Maybe we need to adopt the prayer of David in Psalm 119:35-37 Make me walk along the path of your commands, for that is where my happiness is found. Give me an eagerness for your laws rather than a love for money! Turn my eyes from worthless things, and give me life through your word.

And in 1 Timothy we read the most misquoted scripture in the Bible, 1 Timothy 6:10 For the love of money is the root of all kinds of evil. (Did you catch that it’s not money that’s the root of all evil it’s the love of money.) And some people, craving money, have wandered from the true faith and pierced themselves with many sorrows.

You see the problem is that even though the desire for more money is based on the desire for security, it ends in nothing but stress. Because the more you have to keep the more you have to lose, and that will keep you up at night and give you ulcers.

This doesn’t mean you have to take a vow of poverty and give all you have to the church but hold onto to what you have loosely and remember the wisdom of billionaire J. Paul Getty who said “Money is like manure. You have to spread it around or it smells.”

Matthew 8:21-22 Another of his disciples said, “Lord, first let me return home and bury my father.” But Jesus told him, “Follow me now. Let the spiritually dead bury their own dead.”

2) If you are going to follow Jesus You Will Have To Give Up Your Priorities Now on first reading this sounds pretty callous. I mean all the guy wanted to do was go home to bury his father, how long would that have taken? And in the Jewish faith there was a certain obligation, especially if you were the first born.

Or maybe it was a promise that he had made his father, kind of like when Jacob died and Joseph sent a message to the Pharaoh, in Genesis 50:5 Tell him that my father made me swear an oath. He said to me, ‘Listen, I am about to die. Take my body back to the land of Canaan, and bury me in the tomb I prepared for myself.’ So please allow me to go and bury my father. After his burial, I will return without delay.” So why would Jesus deny this man something so simple yet so meaningful? How long could it take? Well not that long, if his father was really dead.

Remember that in the culture of the time the dead were buried right away, the day they died. And so I would wonder why the man was listening to Jesus in the first place instead of being with his family if his father had just died?

You see many commentators feel that what the man was saying was “I will follow you once my father is gone.” And he may not even of been sick, but to this man his priority was to take care of his earthly responsibilities first. And while that may seem noble it isn’t if it interferes with your commitment to God.

My children know what my wishes are for when I die. And I really hope that they do what I want, not that I will be able to do anything about it if they don’t.

But I don’t expect them to put their lives on hold until I die so they can fulfill their obligation and I would never want that obligation to stand in the way of their being obedient to God’s will in their lives.

And you have to understand that God will never call you to do something that will be detrimental to your family but you have to trust him.

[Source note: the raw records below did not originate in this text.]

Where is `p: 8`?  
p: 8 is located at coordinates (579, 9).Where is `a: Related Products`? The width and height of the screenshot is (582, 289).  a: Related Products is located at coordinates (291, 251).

That’s why Jesus said in Matthew 6:33 Seek the Kingdom of God above all else, and live righteously, and he will give you everything you need.

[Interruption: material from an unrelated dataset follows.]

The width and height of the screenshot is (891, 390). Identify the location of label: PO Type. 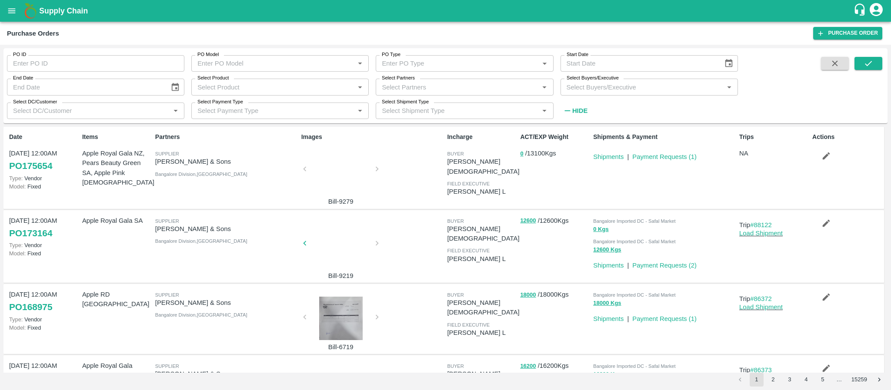
(391, 55).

The Kingdom needs to be your priority and there needs to be an urgency there that can’t be put off. We probably aren’t begging off serving Christ in order to bury a parent but what is there that stands in your way of being 100% sold out to Jesus?

“First let me establish my career.” “First let me retire” “First let me finish high school” or “First let me raise my family.” Maybe what we are saying is what Augustine said in his prayer “Lord make me good, but not yet.”

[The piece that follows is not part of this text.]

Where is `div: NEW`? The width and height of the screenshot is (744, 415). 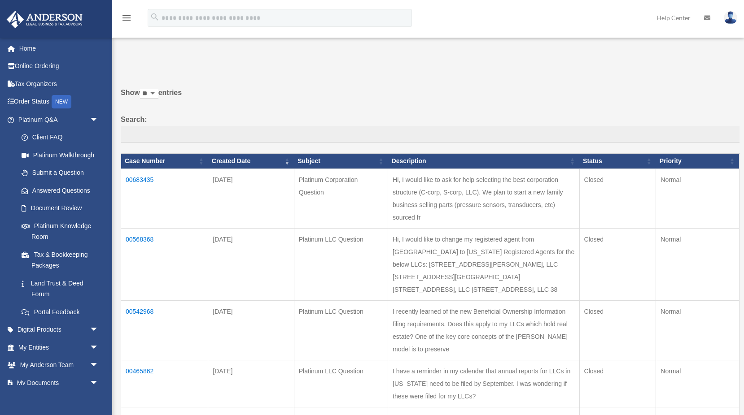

So what happened to these two men? We don’t know. The assumption is that the words of Christ turned them away. But we don’t know that, maybe we are projecting what our response would be to Christ.

But perhaps they took the words of Christ to heart, surrendered their possessions and their priorities and followed Jesus. But bottom line is this: Today it doesn’t matter what their response was but it will matter for eternity what your response is.

How will you spend your money and how will you spend your time? Nobody can make that decision but you and nobody will be held responsible for that decision but you.